Still his composure did not last. The novelty wore off toward noon, and he found himself morose and introspective again. Sounding the depths of his grievances, he at length took to thinking of the white corral beside the river. Not in many a day had he thought of the ranch. But he was recalling it now, not through affection, not because it was home to him, but because, brooding over his many discomforts in the open, he was suddenly remembering that his life had not always been this–that he knew actual comfort, knew what it was to have his wants gratified. And recalling these facts, he naturally recalled that which had made them possible–the little ranch in the valley. So he let his thoughts linger there. Faint and elusive at first, those other days became finally quite vivid, days of expectancy and gratification, days of sugar and quartered apples, days of affection and love-talk from his pretty little mistress. And how he missed them all! How he missed them–even the Mexican hostler and the brown saddler and the old matronly horse–his mother by adoption! But they were gone from him now, gone for all time out of his life. Yet though he believed them gone, he continued to brood on them, to live each day over again in his thoughts, till the men ahead dismounted suddenly. Then he was glad to turn his attention to other matters, things close around him. One of these was the coming of the lean man with a pair of familiar objects in his hands–this after the noonday meal.
“Well, my bucky,” he began, turning critical eyes over Pat, “I been studyin’ your case a heap, and I’ve come to think I’m old Doctor Sow himself. Your young man here is knocked out of all possible good,” he went on, as Stephen smilingly approached, “and so it occurred to me, sir, as how you ain’t sick no more’n I be. What ails you is you’re an aristocrat–something that’s been knocked around unusual–what with them rustlers and with us that’s worse than rustlers–and got yourself all mussed up and unfit! All you need is a cleanin’–that’s what ails you! You’re just nice furniture–a piece o’ Sheraton, mebbe–that’s all over sweepings, and I’m the he-maid that’s going to dust you off. Hold still, now.”
So Pat, after taking a step toward Stephen, who now was stroking him tenderly, held very still, not only under the soothing caress, but under the operation–for such was the cleaning–since he was gritty beyond belief. Also, after the operation he felt immeasurably better, and better still when Stephen led him to a tiny stream and he had relieved his thirst. But that was not all of joy. Turned loose with the other horses, he fell to grazing eagerly, actually finding it good, and once lifting a long and shrill nicker in gratitude for this change in his condition. Nor did his delight stop here. With camp broken, and his young master, instead of returning him to the lead-rope, bridling and saddling him awkwardly with one hand, he set out along the trail at a gait so brisk that it brought a startled exclamation from the young man, who promptly pulled him down. But though he was forced to keep a slow gait, yet frequently during the afternoon, conscious of his fresh coat and the sense of buoyancy it gave him, he flung up his head and nickered loud and joyfully. Also, with night once more descending, and the stars twinkling in the blue-black heavens, and the sheen of a rising moon flooding the desert, he moved about among the other horses with a vigor that was almost insolence, seizing tufts of grass wherever he saw them, heedless of others’ rights.
Around the fire sat or sprawled the men. Two of them were industriously mending, one a shirt, the other a bridle. The Professor and the man with the scrubby beard were complacently smoking, while Stephen, glad to stretch out after the day’s ride with an arm that constantly distressed him, was reclining upon a blanket, staring into the flames and conjuring up in their leaping tongues numerous soothing pictures. As he sat there the man with the beard suddenly addressed him.
“Doc,” he drawled, removing his pipe from between whiskers that glinted in the light of the fire, “now that you’ve got him, what are you thinking of doing with that horse?”
“I’ll take him back,” replied Stephen, pleasantly.
The other was silent. “Shore!” he rejoined, after a moment. “But take him back where?”
“Where he belongs.”
There was further silence. “Excuse me!” finally exclaimed the other. “I was thinking as mebbe you’d take him whence he came.”
Stephen sat erect and looked at the other. He was smoking again complacently.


Below are some records; repeat them all exactly, minus the pictures.

— Data to process —
---
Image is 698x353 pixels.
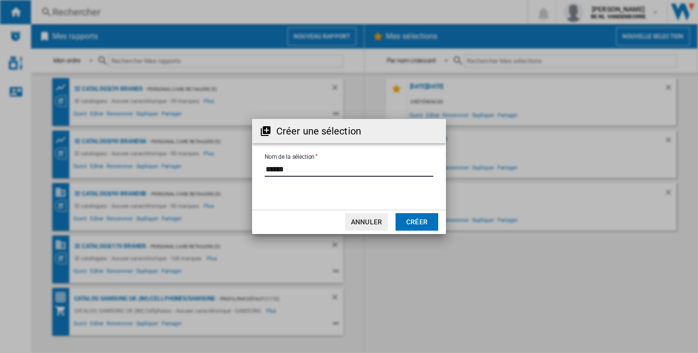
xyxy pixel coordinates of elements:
button: Créer [396,213,438,230]
button: Close dialog [423,121,442,141]
md-icon: Close dialog [427,125,438,137]
button: Annuler [345,213,388,230]
md-dialog: {{::options.title}} {{::options.placeholder}} ... [252,119,446,233]
h2: Créer une sélection [276,124,361,138]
---
— Task result —
Image is 698x353 pixels.
xyxy pixel coordinates of elements:
button: Créer [396,213,438,230]
button: Close dialog [423,121,442,141]
md-icon: Close dialog [427,125,438,137]
button: Annuler [345,213,388,230]
md-dialog: {{::options.title}} {{::options.placeholder}} ... [252,119,446,233]
h2: Créer une sélection [276,124,361,138]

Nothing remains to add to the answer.